I once worked on a pulp and paper project in western Canada.
The consulting firm
I worked for was designing the piping for an evaporator set. Evaporators take the black liquor that is produced in the cooking of the wood fibers (the pulping process) and evaporate most of the water away, leaving a flammable liquid that can be burned in boilers to produce steam. The process also recovers most of the chemicals used in the pulping process. We had about seven large stainless steel vessels that had nozzles protruding at all kinds of odd angles. Our piping was designed to attach to these nozzles. The piping spools had been prefabricated, and due to some problems with the way the nozzles were fabricated, the contractor was having trouble with the fit-up. The nozzles had been fabricated out of plate, and when they were rolled the ends were out of plane. It really was a poorly made fitting, and demanded a lot of grinding to mate with the adjoining pipe. The contractor wanted a cost extra to cut off the nozzles and reweld a new longer length of pipe, which would cause a redesign of our piping.
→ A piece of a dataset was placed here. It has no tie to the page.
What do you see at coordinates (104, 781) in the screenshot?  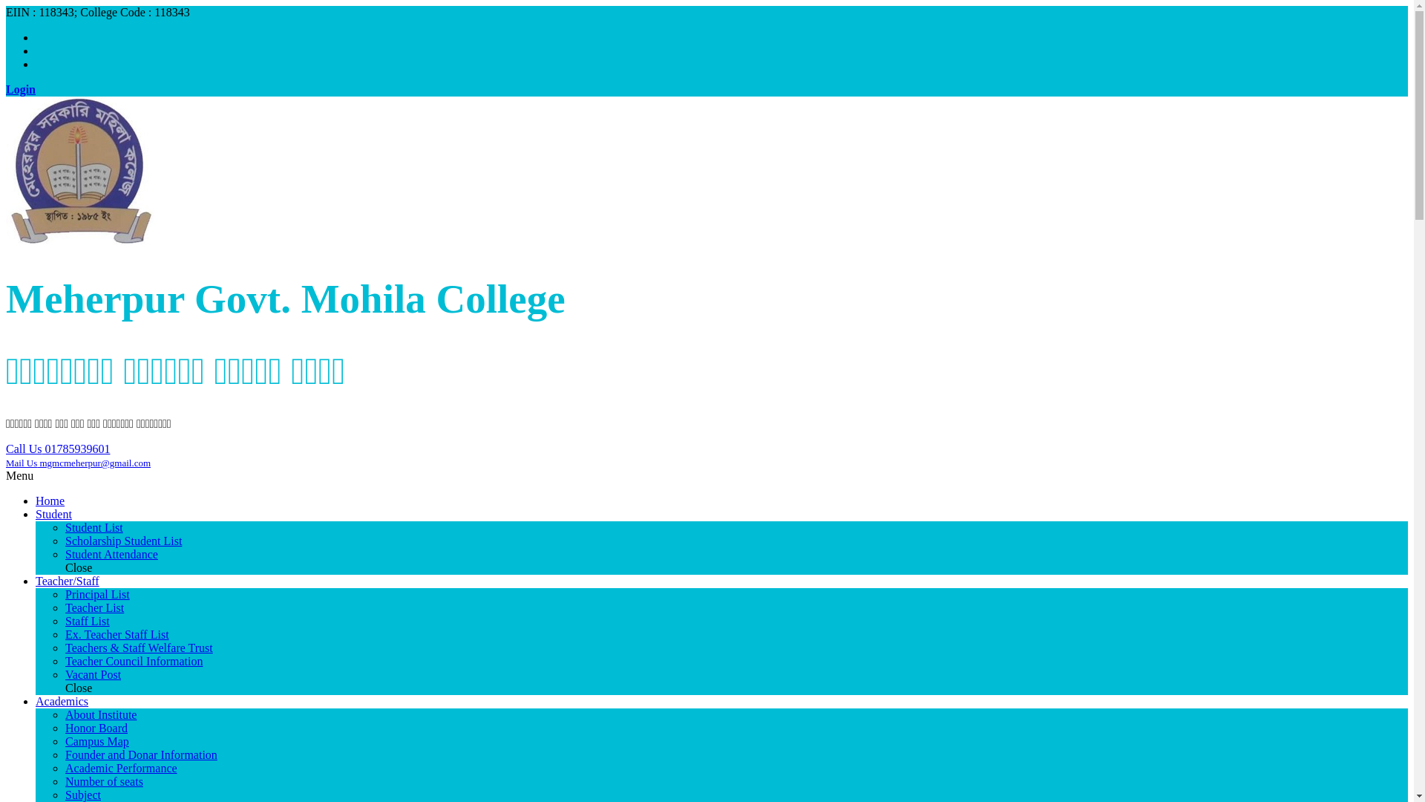 I see `Number of seats` at bounding box center [104, 781].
I was the site engineer and suggested that the contractor cut the nozzle back a bit so that it would be in the same plane, and then insert a short pup to which the remainder of my piping could be welded. You cant do that! Thats against code! No pup length can be less than half of the pipe diameter. I didnt have a copy of the code, and I didnt challenge the contractor to cite the code reference of which he spoke. Had I bothered to ask him the details of the particular code, I would have learned that he did not know. He couldnt have known, because there is no such code that prohibits welding a short pup . Many contractors are code-savvy; many are not. To cite the codes is to speak with authority. It can be intimidating to challenge someone who appears to stand on firmer technical ground. But very often when you challenge someone to produce the code reference, you will find that it does not exist. Many contractors and engineers have been trained to believe that something is part of a code when in fact it is not. They were told early in their career that something is code, or something violates a code. So without consulting the appropriate code to determine the validity of such a claim, it becomes part of the prejudices and superstitions that they bring to the job site. In the case of a pipe fitter, who could blame him for not consulting a code?